About
Liv Boyle (b. 2002) is a UK-based painter, currently completing her MA Painting student at the Royal College of Art.
My practice examines how authorship operates within painting, and how it can be redistributed between the artist, material, and object. Painting becomes something produced through negotiation, where outcomes are determined by systems I set in place rather than direct composition.
I use found objects as active components within the painting process. These elements intervene in how paint moves, pools, and settles, producing conditions that I cannot fully control. The resulting image is shaped as much by these encounters as by my initial actions, positioning painting as something negotiated rather than composed. Although they are central to production, the objects are not always presented with the finished work. What remains in the painting is a trace of their involvement: interruptions, blanks, and marks in the surface that point to an event that has already taken place. The work therefore holds both presence and absence at once - evidence of an encounter that is no longer visible but remains embedded in the material outcome.
Colour plays a key role in this process. I draw from established historical palettes and reintroduce them into new material situations to act as a record of paint’s movement. These references operate as structured sets of colour that are removed from their original context and reactivated through physical processes. This creates a tension between recognition and displacement, where familiarity is felt through colour but destabilised through form.
The paintings often assert multiple identities at once. They can be read as landscapes, portraits, as recreations of historical paintings, and as extensions of the tools used to make them, while simultaneously refusing to depict any recognisable subject. The paintings playfully challenge the boundaries between painting, object, and painting-as-object. They claim multiple identities at once while materially remaining nothing more than paint, surface, and residue.
I like to question the boundaries of what a painting is: whether it resides in the final surface, in the system that produced it, or in the interaction between material and tool. By shifting control away from direct authorship and toward constructed conditions, I aim to make paintings that are contingent, distributed, and open to multiple readings at once.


§ EXERCISE: For the entries that follow, say how many lines hold the string "gridline", with nothing else in the reply.

§ DATASET EXCERPTS:
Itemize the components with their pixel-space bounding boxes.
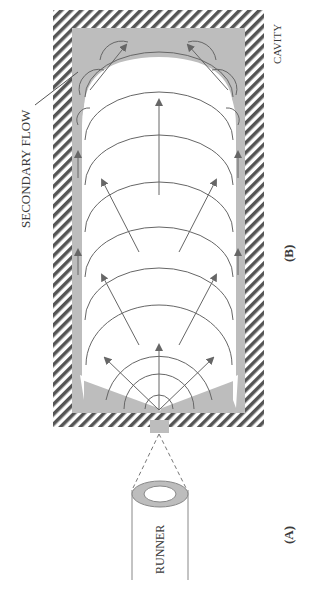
projection-lines (133, 434, 186, 488)
cavity-label: CAVITY (271, 24, 283, 64)
runner-label: RUNNER (153, 525, 168, 574)
panel-a-label: (A) (281, 526, 297, 544)
secondary-flow-label: SECONDARY FLOW (18, 110, 34, 228)
gate (150, 420, 169, 433)
injection-molding-flow-diagram (0, 0, 309, 591)
panel-b-label: (B) (281, 245, 297, 262)
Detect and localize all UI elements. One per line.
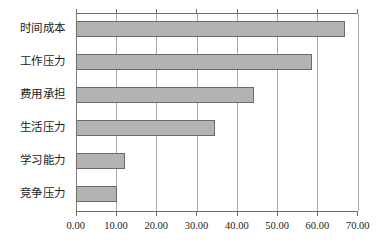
y-axis-tick-label: 生活压力 [20, 121, 65, 133]
x-axis-tick-mark [357, 212, 358, 216]
x-axis-tick-label: 10.00 [104, 219, 128, 232]
x-axis-tick-mark [277, 212, 278, 216]
gridline [156, 14, 157, 211]
plot-bottom-axis-line [76, 211, 358, 212]
bar [76, 21, 346, 37]
gridline [76, 14, 77, 211]
x-axis-tick-label: 40.00 [225, 219, 249, 232]
x-axis-tick-label: 0.00 [67, 219, 85, 232]
x-axis-tick-mark [116, 9, 117, 13]
bar [76, 120, 215, 136]
x-axis-tick-mark [76, 212, 77, 216]
x-axis-tick-mark [196, 212, 197, 216]
y-axis-tick-label: 竞争压力 [20, 187, 65, 199]
gridline [317, 14, 318, 211]
x-axis-tick-label: 50.00 [265, 219, 289, 232]
x-axis-tick-mark [196, 9, 197, 13]
x-axis-tick-mark [357, 9, 358, 13]
x-axis-tick-mark [277, 9, 278, 13]
y-axis-tick-label: 时间成本 [20, 22, 65, 34]
x-axis-tick-mark [237, 9, 238, 13]
y-axis-tick-label: 学习能力 [20, 154, 65, 166]
gridline [197, 14, 198, 211]
bar [76, 153, 126, 169]
gridline [358, 14, 359, 211]
gridline [277, 14, 278, 211]
x-axis-tick-label: 60.00 [306, 219, 330, 232]
x-axis-tick-mark [116, 212, 117, 216]
gridline [116, 14, 117, 211]
gridline [237, 14, 238, 211]
bar [76, 54, 312, 70]
bar [76, 186, 117, 202]
x-axis-tick-label: 30.00 [185, 219, 209, 232]
plot-area [76, 14, 358, 211]
bar [76, 87, 254, 103]
x-axis-tick-mark [156, 9, 157, 13]
x-axis-tick-mark [317, 212, 318, 216]
x-axis-label-group: 0.0010.0020.0030.0040.0050.0060.0070.00 [0, 219, 392, 239]
bar-chart: 时间成本 工作压力 费用承担 生活压力 学习能力 竞争压力 0.0010.002… [0, 0, 392, 246]
y-axis-tick-label: 工作压力 [20, 55, 65, 67]
x-axis-tick-mark [317, 9, 318, 13]
x-axis-tick-mark [76, 9, 77, 13]
x-axis-tick-label: 70.00 [346, 219, 370, 232]
x-axis-tick-label: 20.00 [144, 219, 168, 232]
y-axis-label-group: 时间成本 工作压力 费用承担 生活压力 学习能力 竞争压力 [0, 0, 72, 246]
x-axis-tick-mark [156, 212, 157, 216]
x-axis-tick-mark [237, 212, 238, 216]
y-axis-tick-label: 费用承担 [20, 88, 65, 100]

§ YOUR RESPONSE: 8